Ruby on Rails – What’s the big deal?
Ruby on Rails is the most popular programming framework among top Y Combinator companies such as Airbnb, DoorDash, Instacart, Dropbox, Stripe, Shopify, Postmates, and more.
The Ruby on Rails open-source development is backed by Shopify and GitHub teams. Both of these websites are built – you’ve guessed it – using Ruby on Rails.
Airbnb, DoorDash, Instacart, and Postmates – 4 out of the top 5 marketplaces on the Andreessen Horowitz “Marketplace 100”, are built using Ruby on Rails.
Why choose Rails?
For developers, a huge benefit is that it liberates them from the monotonous aspects of coding, giving them more time to create other features for the app or website.

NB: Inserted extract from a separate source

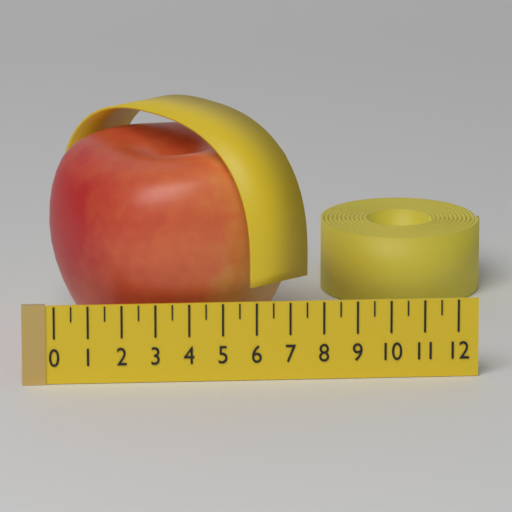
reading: 7.5 (no unit)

There is also an active community on the Rails forum and Stack Overflow that they can turn to for assistance.
From a business point of view, there are numerous advantages that make Rails a versatile, practical framework: being free and open-source, with an extensive repository of free plugins available, it is highly cost-effective; it’s easy to modify existing code and add new functionalities to the website; having built-in safety features enabled by default and an active community that works to identify and patch vulnerabilities, it is secure; and when adequately optimized it has fast performance.

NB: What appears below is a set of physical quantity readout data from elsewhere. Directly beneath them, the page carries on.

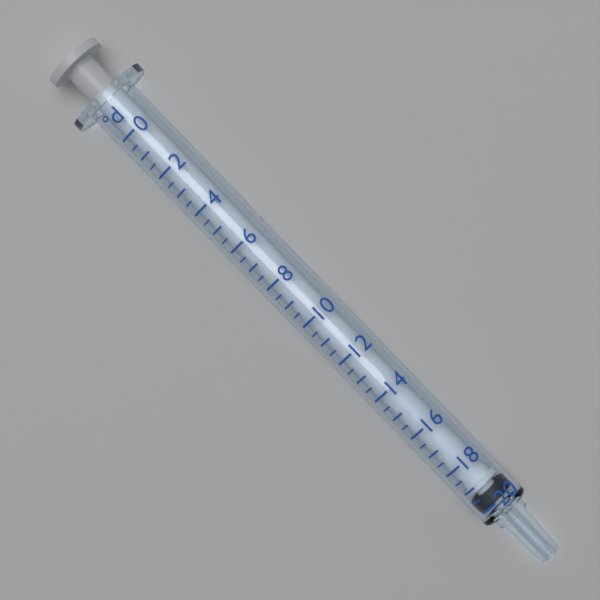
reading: 20.0 °d
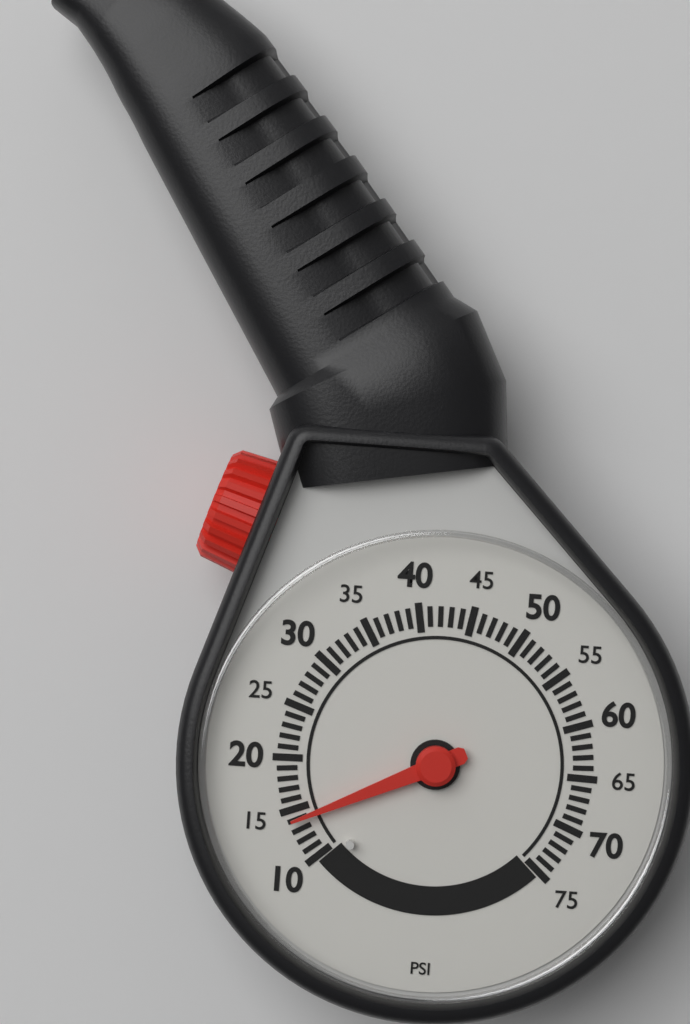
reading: 14 psi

Now that Spree Commerce 4.2 supports Ruby 3.0 and Rails 6.1, developers and businessmen alike can rejoice at the inclusion of many performance-enhancing updates!
Rails 6.1 Features
Rails 6.1 includes updates to many of its existing features, as well as, a number of brand new features such as:
- Per-database Connection Switching – Rails 6.1 provides you with the ability to switch connections per-database. In 6.0 if you switched to the reading role then all database connections also switched to the reading role. Now in 6.1 if you set legacy_connection_handling to false in your configuration, Rails will allow you to switch connections for a single database by calling connected_to on the corresponding abstract class.
- Horizontal Sharding – Rails 6.0 provided the ability to functionally partition (multiple partitions, different schemas) your database but wasn’t able to support horizontal sharding (same schema, multiple partitions). Rails wasn’t able to support horizontal sharding because models in Active Record could only have one connection per-role, per-class. This is now fixed and horizontal sharding with Rails is available.

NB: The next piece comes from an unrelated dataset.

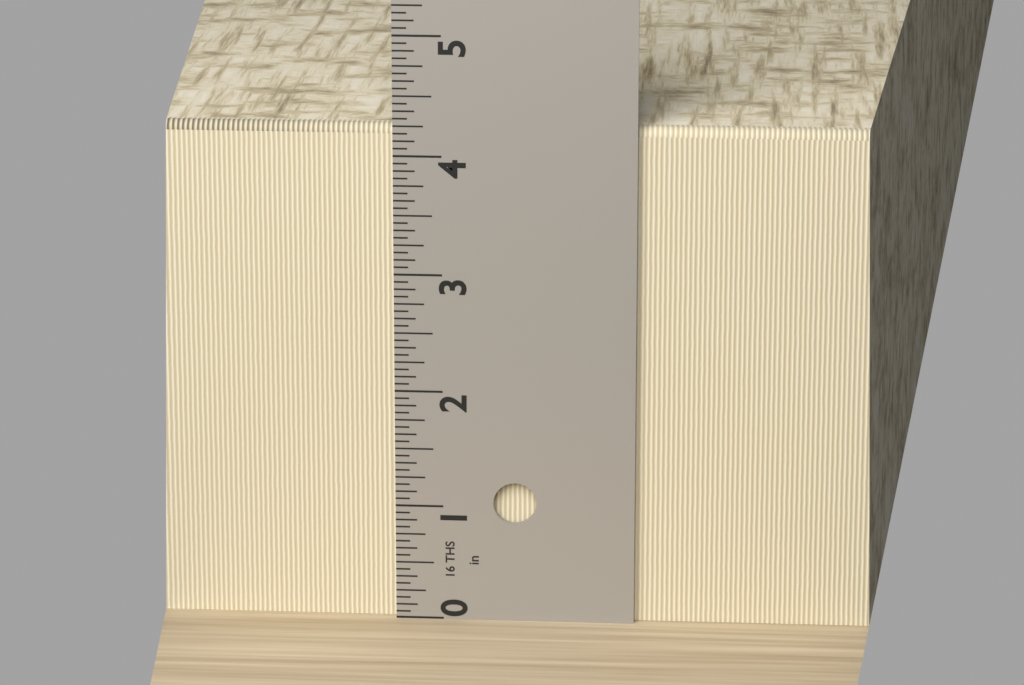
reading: 4.2500 in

- Strict Loading Associations – allows you to ensure that all your associations are loaded eagerly and stop N+1’s before they happen.
- Delegated Types – an alternative to single-table inheritance. This is helpful for representing class hierarchies allowing the superclass to be a concrete class that is represented by its own table. Each subclass has its own table for additional attributes.
- Destroy Associations Async – adds the ability for applications to destroy associations in a background job. This can help you avoid timeouts and other performance issues in your application when destroying data.
Ruby 3.0 Features
Using the Optcarrot benchmark, which measures single thread performance based on the NES’s game emulation workload, Ruby 3.0 performed 3x faster than Ruby 2.0! Below are some of the other improvements and features included in the latest major release:
- MJIT – performance improvements in limited workloads, such as games, AI, or applications that spend most of the time calling a few methods many times.
- Concurrency:
- Ractor – an experimental feature, Ractor is an Actor-model concurrent abstraction designed to provide a parallel execution feature without thread-safety concerns. Make multiple Ractors and run them in parallel.
- Fiber Scheduler – Fiber#scheduler has been introduced for intercepting blocking operations. This allows for lightweight concurrency without changing existing code.
- Static Analysis:
- RBS – RBS is a language to describe the types of Ruby programs. Type checkers, including TypeProf and other tools supporting RBS, will understand Ruby programs much better with RBS definitions.
- TypeProf – TypeProf is a type analysis tool bundled in the Ruby package that currently serves as a kind of type inference. It reads plain Ruby code, analyzes what methods are defined and how they are used, and generates a prototype of type signature in RBS format.